释义 |
Definition of stock-keeper in English: stock-keepernoun 1A person who is in charge of the goods or merchandise in a warehouse or for a company. he was a stock-keeper and later a machinist in a paper factory Example sentencesExamples - Soon after I finished this, I was told I had passed, and would be made a stock-keeper.
- In 1812 he was elected a stock-keeper of the Stationers ' Company, in 1825 a member of the court of assistants, and in 1833, master of the company.
- He listed himself as single, was an only child and his civilian occupation was stockkeeper.
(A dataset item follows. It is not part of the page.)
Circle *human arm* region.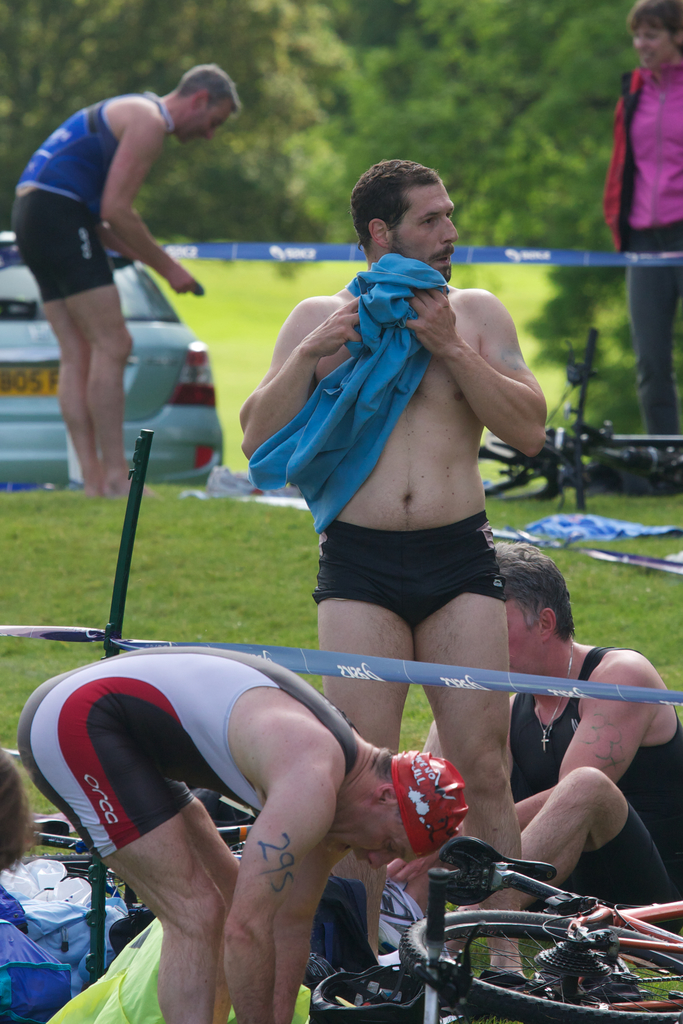
Region: BBox(376, 659, 663, 888).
- Described by the stock-keeper as a steady and reliable worker, Yvonne has done more than one job in the despatch department during the year she has been at East Tilbury.
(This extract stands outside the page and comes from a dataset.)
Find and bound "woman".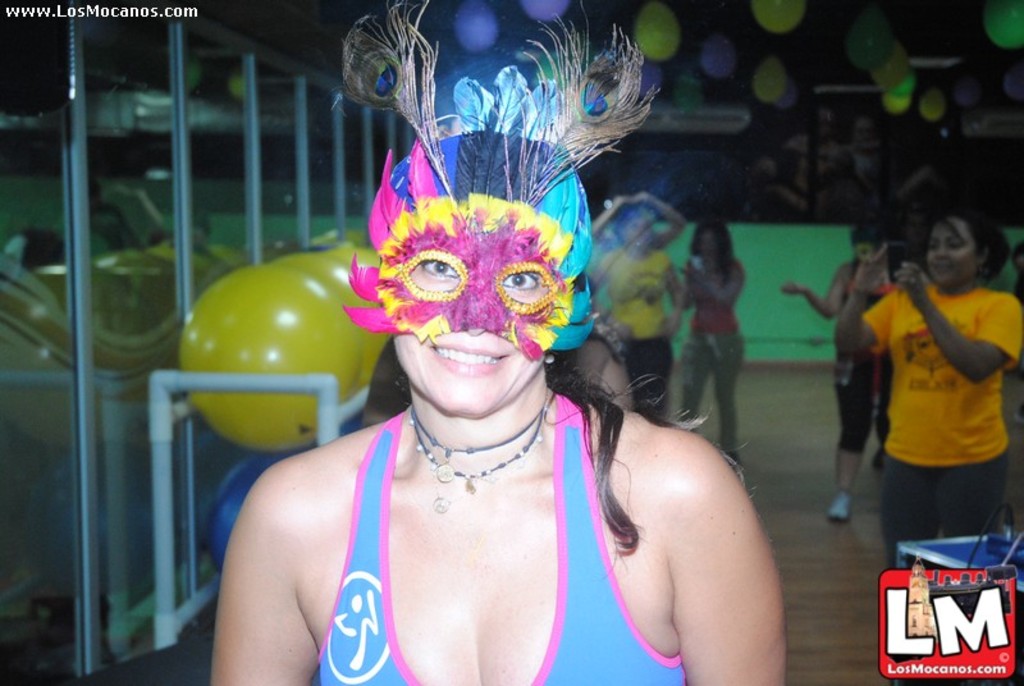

- The job involves being continually in touch with stock keepers to ensure that the deliveries are being done promptly.
- I was an assistant stock-keeper in the wholesale stock room and well known on the Bata Estate where I lived.
- I'm talking, of course, about enterprise-class devices: the scanners that grocery clerks use to track inventory, the handhelds that stockkeepers take into the warehouse.
2Australian NZ historical A person who looks after livestock. only a trained and competent stock-keeper should perform the dehorning of cattle Example sentencesExamples - Corporal Shiners of the 40th Regiment, a police constable and three stockmen pursued Aborigines who had killed a white stock-keeper.
- The quarrel of the natives with the Europeans was daily aggravated by every kind of injury committed against the defenceless Natives, by the stock keepers and sealers.
- There are not less than eight thousand of these animals killed annually; by parties stationed in the interior, by stockkeepers, bushrangers, and others.
- In 1869, William Hone, stockkeeper at Overland Corner married Sarah Marey of Alberton.
- He advocated arming convict stock-keepers.
- An unknown and unknowable number of Aborigines had been killed by the so-called 'borderers' - the stockkeepers in remote regions, the sealers, the timber-cutters and the escaped convicts.
- Tamed foxes that are released are a problem for poultry farmers and other stock-keepers as their lack of fear enables them to take fowl during daytime, near to human activity.
- Ryan originally claimed that stock-keepers of the Van Diemen's Land Company gave Aborigines poisoned flour.